Leading the multimillion-dollar bids for government support in the next 12 months is Sydney Living Museums, which wants to merge with the State Archives and Records Authority to become the Museums of History NSW.
The merged entity would have the same status as the Art Gallery of NSW or the Australian Museum and remain headquartered in western Sydney and The Mint.
Last month, Sydney Living Museums (SLM) was also funded $7 million to undertake a final business case to develop a new museum experience in the old Registrar General’s Building. That would give it management of the three key landmark buildings of the East Macquarie Street precinct, championed by former prime minister Paul Keating and former lord mayor Lucy Turnbull.
“We are the first state and the only state in the country without a cultural institution with history as one of its core objectives,” Adam Lindsay, chief executive officer of NSW State Archives and Sydney Living Museums, said.
“Setting up a cultural institution with a specific mandate to unpick and explore and discuss our complicated but wildly significant history is important.
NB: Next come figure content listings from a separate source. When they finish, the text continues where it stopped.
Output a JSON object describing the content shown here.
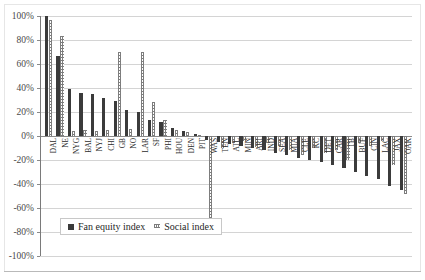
{
  "chart_data": {
    "type": "bar",
    "title": "",
    "subtitle": "",
    "xlabel": "",
    "ylabel": "",
    "ylim": [
      -100,
      100
    ],
    "ytick_labels": [
      "100%",
      "80%",
      "60%",
      "40%",
      "20%",
      "0%",
      "-20%",
      "-40%",
      "-60%",
      "-80%",
      "-100%"
    ],
    "ytick_values": [
      100,
      80,
      60,
      40,
      20,
      0,
      -20,
      -40,
      -60,
      -80,
      -100
    ],
    "grid": true,
    "legend_position": "bottom-left-inside",
    "categories": [
      "DAL",
      "NE",
      "NYG",
      "BAL",
      "NYJ",
      "CHI",
      "GB",
      "NO",
      "LAR",
      "SF",
      "PHI",
      "HOU",
      "DEN",
      "PIT",
      "WAS",
      "TEN",
      "ATL",
      "MIN",
      "ARI",
      "IND",
      "SEA",
      "MIA",
      "CLE",
      "KC",
      "DET",
      "CAR",
      "TB",
      "BUF",
      "CIN",
      "LAC",
      "JAX",
      "OAK"
    ],
    "series": [
      {
        "name": "Fan equity index",
        "style": "solid-dark",
        "color": "#3b3b3b",
        "values": [
          100,
          67,
          39,
          36,
          35,
          32,
          29,
          22,
          20,
          13,
          12,
          7,
          4,
          2,
          -3,
          -5,
          -7,
          -8,
          -10,
          -12,
          -14,
          -16,
          -18,
          -20,
          -22,
          -24,
          -27,
          -30,
          -33,
          -36,
          -42,
          -45
        ]
      },
      {
        "name": "Social index",
        "style": "dotted-light",
        "color": "#7d7d7d",
        "values": [
          97,
          83,
          4,
          5,
          4,
          5,
          70,
          6,
          70,
          28,
          13,
          5,
          3,
          1,
          -70,
          -10,
          -6,
          -4,
          -9,
          -6,
          -8,
          -12,
          -16,
          -10,
          -14,
          -12,
          -20,
          -6,
          -8,
          -4,
          -24,
          -48
        ]
      }
    ]
  },
  "legend": {
    "items": [
      {
        "label": "Fan equity index"
      },
      {
        "label": "Social index"
      }
    ]
  }
}
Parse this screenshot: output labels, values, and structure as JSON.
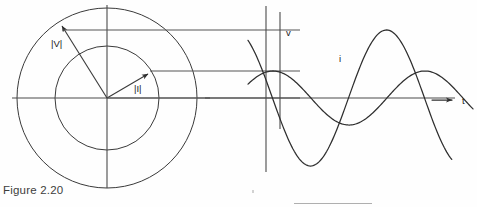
{
  "figure": {
    "caption": "Figure 2.20",
    "background_color": "#fefefe",
    "ink_color": "#2e2e2e"
  },
  "phasor_diagram": {
    "name": "rotating-phasor-diagram",
    "center": {
      "x": 107,
      "y": 98
    },
    "outer_circle_radius": 90,
    "inner_circle_radius": 52,
    "horizontal_axis": {
      "x1": 12,
      "y1": 98,
      "x2": 210,
      "y2": 98
    },
    "vertical_axis": {
      "x1": 107,
      "y1": 5,
      "x2": 107,
      "y2": 188
    },
    "phasors": [
      {
        "label": "|V|",
        "magnitude_ratio": 1.0,
        "angle_degrees": 122,
        "tip": {
          "x": 59,
          "y": 22
        },
        "label_position": {
          "x": 53,
          "y": 44
        },
        "circle": "outer"
      },
      {
        "label": "|I|",
        "magnitude_ratio": 0.578,
        "angle_degrees": 31,
        "tip": {
          "x": 152,
          "y": 71
        },
        "label_position": {
          "x": 136,
          "y": 89
        },
        "circle": "inner"
      }
    ]
  },
  "projection_lines": [
    {
      "name": "v-peak-projection",
      "y": 30,
      "x1": 59,
      "x2": 300
    },
    {
      "name": "i-peak-projection",
      "y": 71,
      "x1": 152,
      "x2": 300
    },
    {
      "name": "zero-axis-projection",
      "y": 98,
      "x1": 107,
      "x2": 300
    }
  ],
  "time_axis": {
    "label": "t",
    "y": 98,
    "x1": 205,
    "x2": 455,
    "arrow": {
      "x1": 432,
      "x2": 456,
      "y": 100
    },
    "label_position": {
      "x": 464,
      "y": 104
    }
  },
  "vertical_reference_lines": [
    {
      "name": "v-phase-reference-line",
      "x": 266,
      "y1": 6,
      "y2": 172
    },
    {
      "name": "i-phase-reference-line",
      "x": 280,
      "y1": 12,
      "y2": 129
    }
  ],
  "chart_data": {
    "type": "line",
    "title": "Figure 2.20",
    "xlabel": "t",
    "ylabel": "",
    "grid": false,
    "legend": "inline-labels",
    "x_axis_zero_y": 98,
    "x_range": [
      248,
      477
    ],
    "series": [
      {
        "name": "v",
        "label": "v",
        "label_position": {
          "x": 288,
          "y": 34
        },
        "amplitude": 68,
        "amplitude_y_peak": 30,
        "wavelength_px": 152,
        "phase_degrees": 122,
        "start_x": 248,
        "end_x": 452,
        "description": "voltage sinusoid, leads current"
      },
      {
        "name": "i",
        "label": "i",
        "label_position": {
          "x": 341,
          "y": 60
        },
        "amplitude": 27,
        "amplitude_y_peak": 71,
        "wavelength_px": 152,
        "phase_degrees": 31,
        "start_x": 248,
        "end_x": 474,
        "description": "current sinusoid, lags voltage"
      }
    ]
  },
  "labels": {
    "voltage_magnitude": "|V|",
    "current_magnitude": "|I|",
    "voltage_wave": "v",
    "current_wave": "i",
    "time_axis": "t"
  }
}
Let us not forget that when NSW was colonised in 1788 it covered much of the landmass of Australia so a new museum devoted to NSW would be a national story with regional significance and inevitably talk about pre-colonial and First Nations history.”
At Parramatta Female Factory, SLM is well into the process of conducting the final business case for an interpretative museum across multiple buildings on the historic former penal colony site.
In addition to the new museum of history, the National Art School is developing a $200-plus million master plan to renovate its home at the old Darlinghurst Gaol site.
The Australian Museum is also updating its master plan and business case to follow through on its ambitions to build a new eastern wing with a grand glass ceiling public hall, and convert the 1959 sandstone-clad Parkes Farmer building into exhibition space, offices and storage.
The museum’s original 2016 master plan titled Barrabuwari Muru, meaning future path in the language of the Indigenous Gadigal people, was originally costed at $285 million before the spike in construction costs.
The first part, $57.5 million Project Discover, transformed a rabbit warren of public and back-of-house spaces into two voluminous exhibition spaces and was completed last year.
The next step is to progress a new extension on the museum’s eastern quarter on the corner of William and Yurong streets.
The Australian Museum’s collection numbers more than 21.9 million objects and specimens and new exhibitions have been drawing in families from across Sydney.
“We want to continue to show more of this wonderful collection to the public,” its chief executive, Kim McKay said.
McKay is also seeking an extension of the NSW government’s subsidy that underpins its offer of free general admission since it reopened to the public in October 2020.
All cultural projects deliver for major CBD-based cultural institutions which draw audiences across Sydney likely and are likely to enhance the international visitor experience once tourists return to pre-pandemic levels.
But the government is also under pressure to invest in western Sydney where the Perrottet Government is vulnerable in a number of seats, and cultural infrastructure is lacking.
The government’s arts agency, Create NSW, identified film studio sites in Parramatta, Penrith and Rouse Hill and the art deco Roxy Theatre for acquisition but last year its film and stage strategy failed to make the agenda of the Expenditure Review Committee.
“The government’s vision of Sydney is a city of three cities - east, central and western - but the cultural policy seems to stuck in the 19th century where almost all cultural effort is focused on eastern Sydney only,” western Sydney business leader David Borger said.
“The Powerhouse Parramatta is a game-changer for the west; it’s time to think of doubling down on this commitment.”